I have a templated class foo<T>
which is specialized in many different ways.
Some of which have a lot of common code that relies on specialized functions.
For example, consider the following:
#include <iostream>
template <class T>
struct foo;
template <class T>
struct foo<T*> {
void different_function() const { std::cout << "calling from T*\n"; }
void same_function() const;
};
template <class T>
struct foo<T&> {
void different_function() const { std::cout << "calling from T&\n"; }
void same_function() const;
};
template <class T>
void foo<T>::same_function() const { // this yields an error
std::cout << "the exact same function but now ";
different_function();
}
int main() {
foo<int*> a;
a.different_function();
a.same_function();
foo<int&> b;
b.different_function();
b.same_function();
}
Each specialization of foo<T>::different_function()

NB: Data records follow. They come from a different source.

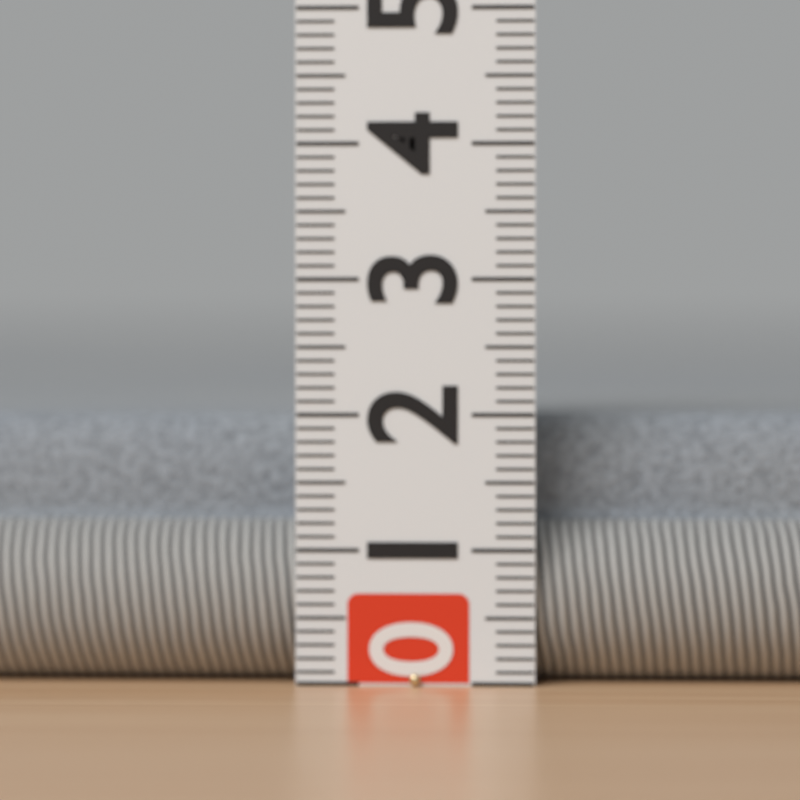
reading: 2.0 (no unit)
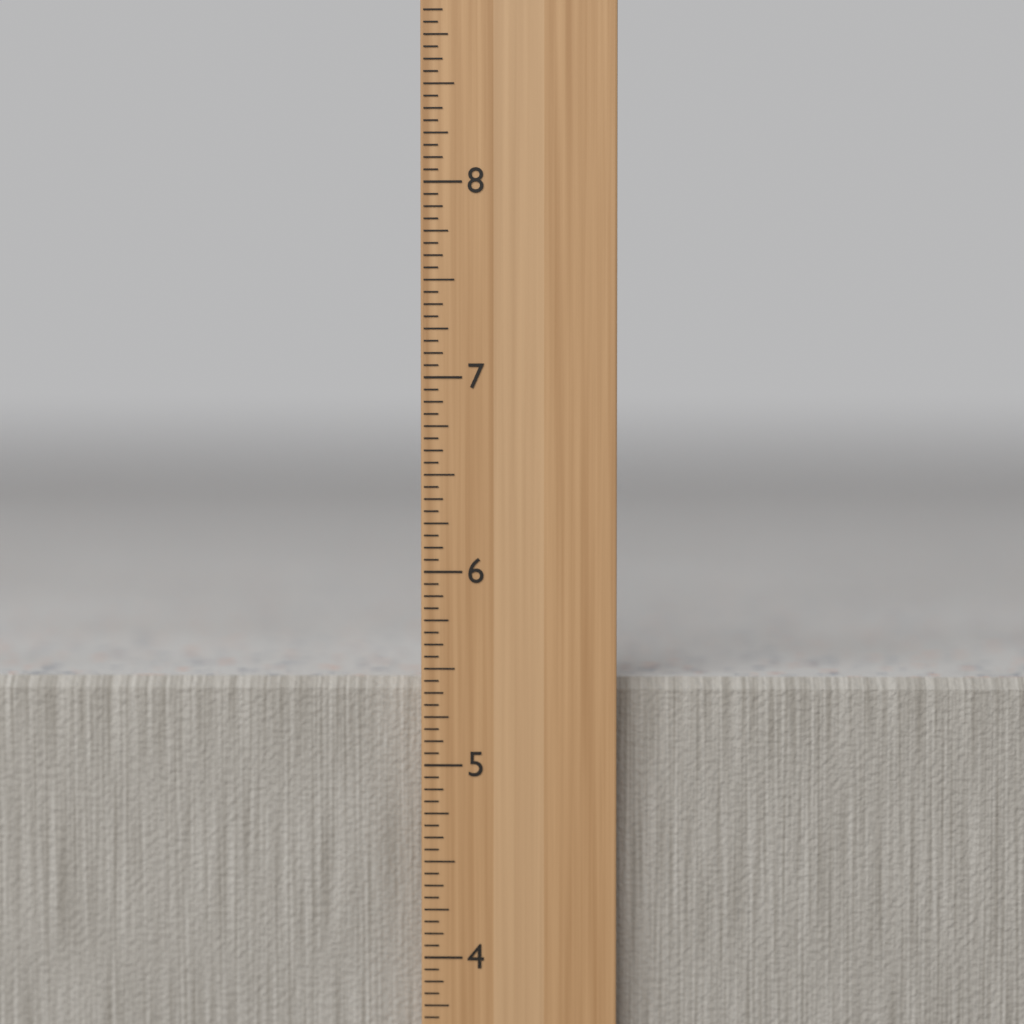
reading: 5.4375 in
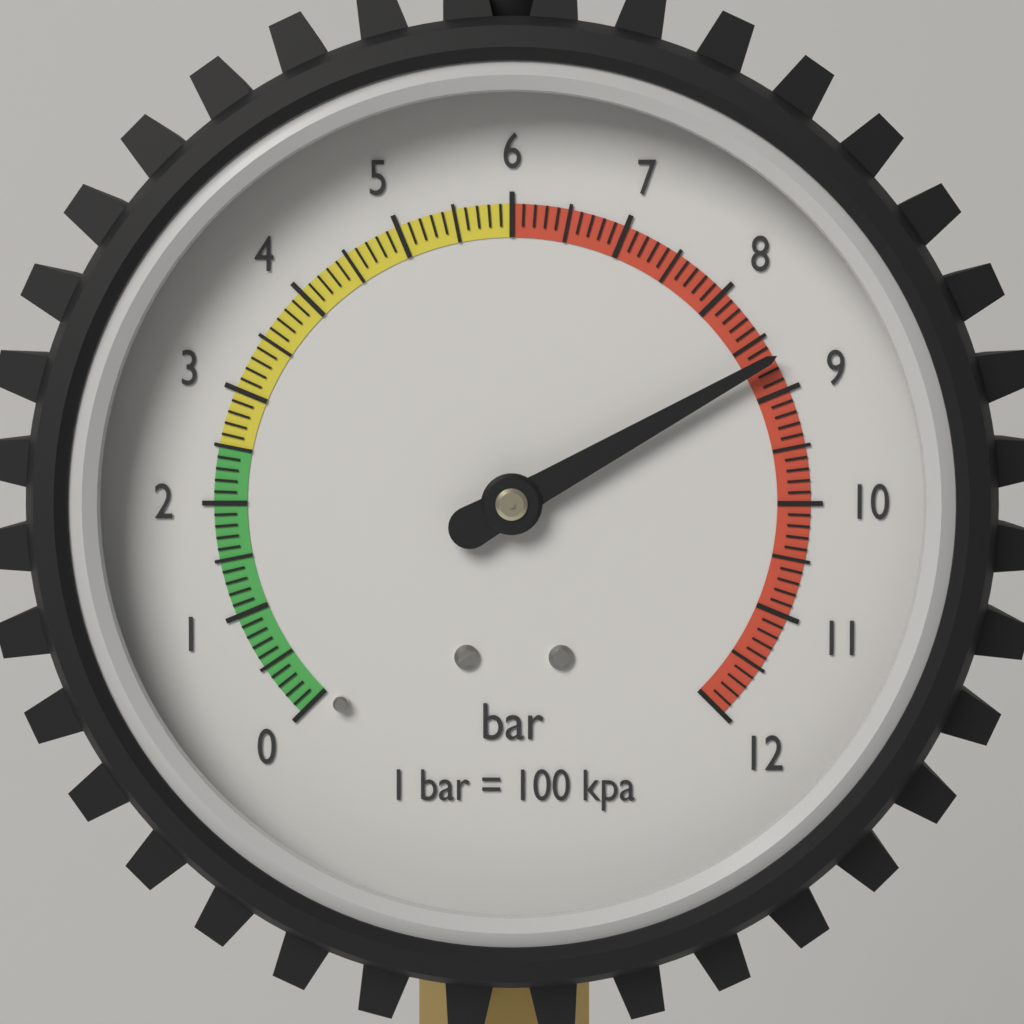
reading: 8.7 bar
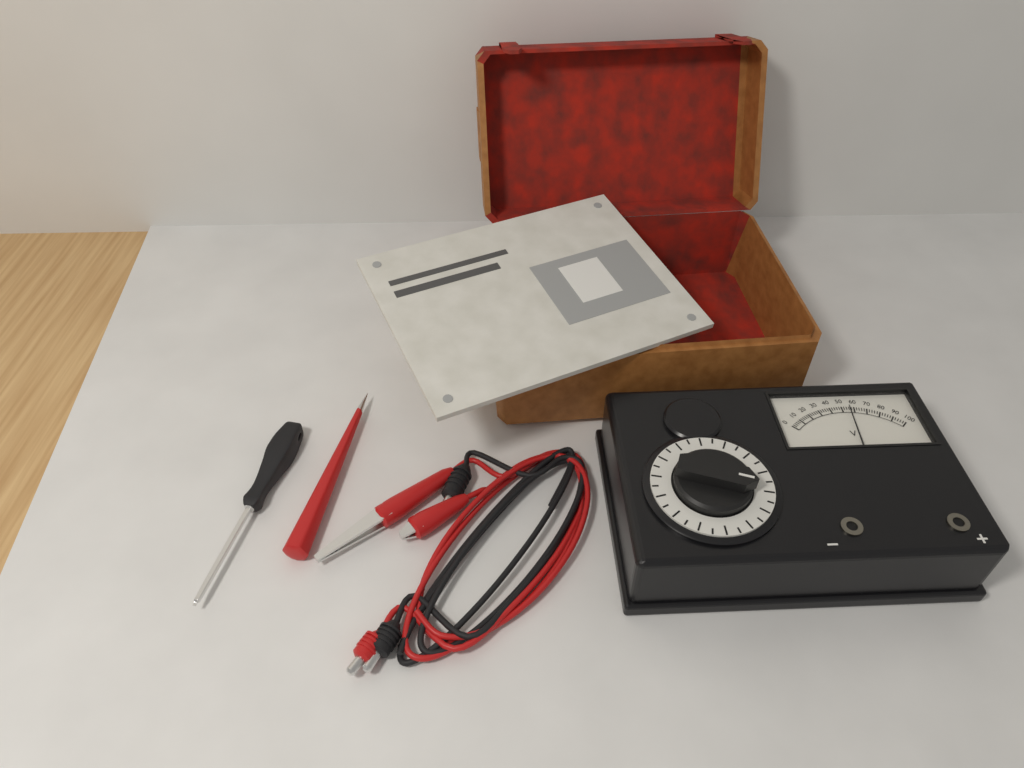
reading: 56 V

is uniquely specified, and I want foo<T>::same_function()
to have generally the same code structure but is reliant on the specialization of different_function()
.
I have tried:
foo
type, but that only defines the code for the default foo
.different_function
from the foo
class is required.How could I solve this issue?
In C++23 you can use a templated explicit this
parameter in same_function
in the base class:
struct CommonBase
{
// equivalent to:
// template <typename T> void same_function(this const T &self)
void same_function(this const auto &self)
{
std::cout << "the exact same function but now ";
self.different_function();
}
};
Pre-C++23 you can use CRTP:
template <typename T>
struct CommonBase
{
void same_function() const
{
std::cout << "the exact same function but now ";
static_cast<const T &>(*this).different_function();
}
};
(Then inherit like this: struct foo<T*> : CommonBase<foo<T*>>
.)
Or you can avoid specializations in the first place, and just use if constexpr
and requires
(or std::enable_if_t
before C++20) to alter the behavior and to disable certain functions respectively.